The browser you are using is not supported by this website. All versions of Internet Explorer are no longer supported, either by us or Microsoft (read more here: https://www.microsoft.com/en-us/microsoft-365/windows/end-of-ie-support).

Please use a modern browser to fully experience our website, such as the newest versions of Edge, Chrome, Firefox or Safari etc.

She got a new liver – and a new life

porträtt kvinna
Carita Håkansson. Photo: Åsa Hansdotter

LUM managed to sneak in an interview with Carita Håkansson before she packs her bags for a hiking trip in Greece. For the first time in many years she has the chance once more to do what she loves the most – to experience nature and landscapes on foot. Thanks to a transplant, she is living a new life.

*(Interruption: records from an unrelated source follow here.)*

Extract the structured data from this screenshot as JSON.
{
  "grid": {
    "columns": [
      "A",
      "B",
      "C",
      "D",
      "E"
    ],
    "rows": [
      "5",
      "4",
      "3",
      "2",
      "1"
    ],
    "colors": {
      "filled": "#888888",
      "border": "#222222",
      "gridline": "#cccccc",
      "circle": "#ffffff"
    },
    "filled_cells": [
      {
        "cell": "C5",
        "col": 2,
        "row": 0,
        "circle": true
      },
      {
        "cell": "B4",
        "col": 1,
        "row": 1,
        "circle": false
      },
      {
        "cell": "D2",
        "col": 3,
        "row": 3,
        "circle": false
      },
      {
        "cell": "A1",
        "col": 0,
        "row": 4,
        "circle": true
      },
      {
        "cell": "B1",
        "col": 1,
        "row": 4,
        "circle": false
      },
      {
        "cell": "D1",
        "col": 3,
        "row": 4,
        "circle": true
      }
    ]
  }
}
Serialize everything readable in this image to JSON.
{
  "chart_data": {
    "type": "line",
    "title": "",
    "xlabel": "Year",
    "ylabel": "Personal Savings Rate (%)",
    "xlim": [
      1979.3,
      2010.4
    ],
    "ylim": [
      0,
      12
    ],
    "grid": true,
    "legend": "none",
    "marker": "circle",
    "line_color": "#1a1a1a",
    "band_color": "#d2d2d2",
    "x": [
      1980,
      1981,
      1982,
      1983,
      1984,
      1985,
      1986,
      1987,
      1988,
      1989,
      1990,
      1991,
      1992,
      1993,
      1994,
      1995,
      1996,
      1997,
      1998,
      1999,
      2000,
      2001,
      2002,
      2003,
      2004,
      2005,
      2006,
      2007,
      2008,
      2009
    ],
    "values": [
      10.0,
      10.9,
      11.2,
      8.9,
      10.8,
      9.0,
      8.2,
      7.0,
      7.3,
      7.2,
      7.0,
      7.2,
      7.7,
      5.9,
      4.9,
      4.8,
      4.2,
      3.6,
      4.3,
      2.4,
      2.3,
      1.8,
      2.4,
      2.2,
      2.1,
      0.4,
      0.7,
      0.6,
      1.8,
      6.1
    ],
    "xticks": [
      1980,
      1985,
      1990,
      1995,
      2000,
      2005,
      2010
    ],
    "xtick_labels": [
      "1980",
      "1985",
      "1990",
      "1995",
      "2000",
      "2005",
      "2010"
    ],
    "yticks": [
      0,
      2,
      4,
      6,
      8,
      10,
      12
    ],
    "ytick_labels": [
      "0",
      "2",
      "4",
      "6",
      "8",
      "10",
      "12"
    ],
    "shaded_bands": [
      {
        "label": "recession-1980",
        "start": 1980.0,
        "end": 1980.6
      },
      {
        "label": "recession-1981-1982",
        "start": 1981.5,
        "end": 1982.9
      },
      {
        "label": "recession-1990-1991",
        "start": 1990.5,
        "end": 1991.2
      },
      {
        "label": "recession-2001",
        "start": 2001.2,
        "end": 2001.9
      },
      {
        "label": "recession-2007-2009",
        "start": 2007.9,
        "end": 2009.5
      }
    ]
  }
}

Carita Håkansson fell ill around just 40 years of age. When her stomach started growing doctors discovered she had several cysts on her liver causing it to compensate by continually increasing in size. In the end, her stomach had swollen so much she looked 9 months pregnant.  

“My liver had filled my entire abdomen and my other organs were pushed aside. When my lungs and heart ended up pressed together I started having trouble breathing and my life became very limited.”  

But Carita Håkansson still wasn’t sick enough to be considered for a liver transplant; the doctors indicated this was something she’d just have to learn to live with. However, after a trip abroad, everything changed. Carita Håkansson fell extremely ill and after doctors initially suspecting a case of traveller’s diarrhoea it became apparent that she was suffering from lethal sepsis.   

“Apparently, my stomach had become so congested that my own intestinal bacteria had travelled out into my abdomen and into a cyst.”  

She recovered after two months in hospital and doctors wanted to put her on the waitlist for a transplant. Despite having been so ill, she found the decision difficult. The danger was that the liver could have attached itself to other organs and there was a risk she wouldn’t survive the operation.

“Many of the people around me thought it was obvious I should put myself on the waitlist but I was thinking of my children and family and what would happen if I died. It took time to reach my own decision.”  

She had just started as a new research group leader when she became seriously ill and was forced to take several months off work. It turned into a long involuntary break.

“In the research world you have to be quick on your feet and successful but when you are really sick you re-evaluate what is important.”

By Christmas 2016 Carita Håkansson’s condition was getting more and more serious and when the hospital called in March 2017 to say that a liver had become available she was more than ready. The transplant went well and the only complication was that the surgeons had to build an artificial support for the new liver due to the large empty space left behind by the old one.  

“I didn’t receive any information about the recovery process or what my everyday life would be like after the transplant. However, since I’d come across Anna Forsberg’s articles on the postoperative period, I had an idea of what to expect.”

Carita Håkansson started working full-time six months after the transplant. Now, 18 months after the operation, her life is better than ever before. Her mobile alarm alerts her twice a day so she doesn’t forget to take the vital anti-rejection medications.  

“Something I enjoy, despite being a seemingly insignificant thing given the circumstances, is being able to wear regular clothes and not having to buy maternity clothes anymore. I think about my donor every day and what a gift I’ve been given. I don’t feel like I’ve got my life back – I feel like I’ve been given a completely new life. Now it’s just amazing!”